A Look At Ancient Maya History

Ancient Maya History begins during the 4th Ice Age 60 thousand years ago. During this period there were no tropical locations on the planet. What there were was savannahs and grasslands in areas that are now tropical. There was a land bridge that connected Asia, North America and the Bering Strait. The first humans to inhabit the Mayan area came across that bridge. As ice began to melt people migrated south.

It is speculated that the first human inhabitants reached Central America approximately Fifteen thousand years ago. In Ancient Maya History with the end of the 4th Ice Age at around 8,000 BC the climate started to warm up and humans shifted from eating meat to including plants in their diets. From 8,000 BC until 2,000 BC the Inhabitants of Central America began domesticating plant crops. These crops included domesticated beans, corn, squash and peppers. From what we call February to May, was the dry season. The crops were cut during that period and fields were burned in accordance with slash and burn agrarian style of planting. It was not however until much later in ancient Maya History that the tropical jungle emerged as part of the terrain. During the period proceeding the ice age sedentary villages started to emerge. There was the development of pottery also. There is archeological evidence that was found in Guatemala dating the stone tools to 9,000 BC.

The Mayan Empire was not one unified political structure. Each area was independent states ran as sovereignties in them selves. What unified the Mayan Empire was the common culture. There was as many as 20 states in the Yucatan Peninsula Area alone. The Olmec culture that was developing in Southern Mexico was considered the mother or root of the Mayan culture. The Olmec created a system of writing, a long count calendar and complex religious structure to which the Mayans adapted, elaborated and developed further.

Ancient Maya History indicates the Mayans also did a lot of trading. They grew maize, which was their dietary mainstay in the lowlands. In addition in the lowlands they were able to use their other crops such as squash, beans, chili peppers, amaranth, manioc, cacao, cotton for light cloth, and sisal for heavy cloth and rope in various trading activities. In the highlands, which were volcanic in nature obsidian, jade, cinnabar and hematite was developed to be used as a trade commodity. The Usumacinta and the Grijalva rivers were fundamental in the transportation of people and materials at that time.

Politically the religion and ruling class overlapped in ancient Maya history. There was a definite connection between the priests and rulers in the Mayan Empires. New political and religious members were picked by nepotism. New kings were picked by the eldest first-born male heirs to the king as successors to the throne. The two ruling groups had a monopoly on learn and writing at that time. The priests wrote the events as they occurred and were directed by the ruling class.

When a new heir to the throne was borne, the king offered blood from his body to the ancestors. When it was time for the heir to take the throne a human sacrifice was given. To be a king one would have to have captured an individual in war that would be used as a sacrifice in his ceremony to the throne. It was believed that the King and their reining powers were instrumental for continuing the universe much like the belief system of the Egyptians and the Sun God.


Gather every line of the entries that includes the word "tick".

====== LISTED ENTRIES

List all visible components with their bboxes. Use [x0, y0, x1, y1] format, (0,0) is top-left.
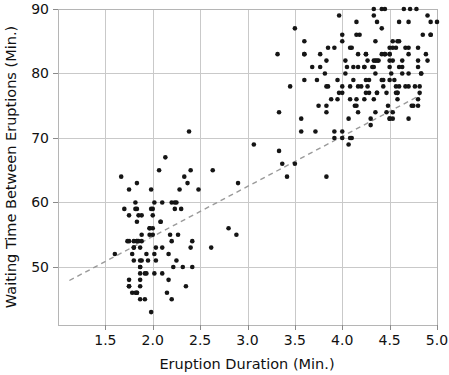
data-point — [340, 129, 345, 134]
data-point — [384, 91, 389, 96]
data-point — [324, 84, 329, 89]
data-point — [166, 278, 171, 283]
data-point — [406, 52, 411, 57]
data-point — [365, 58, 370, 63]
data-point — [379, 7, 384, 12]
data-point — [133, 200, 138, 205]
data-point — [146, 258, 151, 263]
data-point — [343, 58, 348, 63]
data-point — [340, 84, 345, 89]
data-point — [368, 116, 373, 121]
data-point — [387, 116, 392, 121]
data-point — [163, 155, 168, 160]
data-point — [332, 129, 337, 134]
data-point — [138, 265, 143, 270]
y-tick-label: 80 — [31, 65, 49, 81]
data-point — [387, 78, 392, 83]
data-point — [280, 161, 285, 166]
data-point — [416, 45, 421, 50]
data-point — [397, 20, 402, 25]
data-point — [168, 232, 173, 237]
data-point — [174, 200, 179, 205]
data-point — [403, 84, 408, 89]
data-point — [387, 52, 392, 57]
data-point — [302, 52, 307, 57]
data-point — [354, 97, 359, 102]
data-point — [351, 78, 356, 83]
data-point — [340, 136, 345, 141]
data-point — [372, 65, 377, 70]
data-point — [340, 33, 345, 38]
gridlines-group — [58, 9, 438, 325]
data-point — [176, 232, 181, 237]
data-point — [372, 97, 377, 102]
data-point — [324, 110, 329, 115]
data-point — [337, 13, 342, 18]
y-tick-label: 50 — [31, 259, 49, 275]
data-point — [169, 239, 174, 244]
data-point — [154, 245, 159, 250]
data-point — [302, 78, 307, 83]
data-point — [395, 97, 400, 102]
data-point — [346, 116, 351, 121]
data-point — [348, 97, 353, 102]
data-point — [152, 271, 157, 276]
data-point — [406, 45, 411, 50]
x-tick-label: 3.5 — [284, 332, 306, 348]
data-point — [346, 142, 351, 147]
data-point — [402, 7, 407, 12]
data-point — [389, 71, 394, 76]
data-point — [315, 78, 320, 83]
data-point — [414, 7, 419, 12]
y-tick-label: 90 — [31, 1, 49, 17]
data-point — [392, 78, 397, 83]
data-point — [416, 103, 421, 108]
data-point — [152, 252, 157, 257]
data-point — [332, 45, 337, 50]
data-point — [349, 45, 354, 50]
data-point — [351, 65, 356, 70]
data-point — [133, 290, 138, 295]
data-point — [190, 265, 195, 270]
x-tick-labels: 1.52.02.53.03.54.04.55.0 — [94, 332, 448, 348]
data-point — [362, 65, 367, 70]
plot-frame — [58, 9, 438, 326]
data-point — [143, 297, 148, 302]
data-point — [384, 110, 389, 115]
data-point — [425, 58, 430, 63]
data-point — [335, 78, 340, 83]
data-point — [138, 278, 143, 283]
data-point — [310, 65, 315, 70]
data-point — [397, 65, 402, 70]
data-point — [299, 129, 304, 134]
y-tick-label: 70 — [31, 130, 49, 146]
data-point — [152, 200, 157, 205]
data-point — [408, 7, 413, 12]
data-point — [367, 78, 372, 83]
data-point — [435, 20, 440, 25]
data-point — [323, 71, 328, 76]
data-point — [390, 58, 395, 63]
data-point — [139, 258, 144, 263]
data-point — [160, 271, 165, 276]
data-point — [210, 168, 215, 173]
data-point — [372, 13, 377, 18]
data-point — [127, 239, 132, 244]
trend-line — [69, 95, 420, 280]
y-axis-title: Waiting Time Between Eruptions (Min.) — [3, 26, 19, 308]
data-point — [379, 78, 384, 83]
data-point — [375, 58, 380, 63]
data-point — [285, 174, 290, 179]
data-point — [324, 103, 329, 108]
data-point — [340, 39, 345, 44]
data-point — [416, 97, 421, 102]
data-point — [397, 84, 402, 89]
data-point — [275, 52, 280, 57]
data-point — [390, 39, 395, 44]
data-point — [127, 213, 132, 218]
data-point — [138, 297, 143, 302]
data-point — [150, 232, 155, 237]
data-point — [379, 26, 384, 31]
data-point — [144, 271, 149, 276]
data-point — [113, 252, 118, 257]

============

ANSWER SECTION:
y-tick-label: 80 — [31, 65, 49, 81]
y-tick-label: 50 — [31, 259, 49, 275]
x-tick-label: 3.5 — [284, 332, 306, 348]
y-tick-label: 90 — [31, 1, 49, 17]
x-tick-labels: 1.52.02.53.03.54.04.55.0 — [94, 332, 448, 348]
y-tick-label: 70 — [31, 130, 49, 146]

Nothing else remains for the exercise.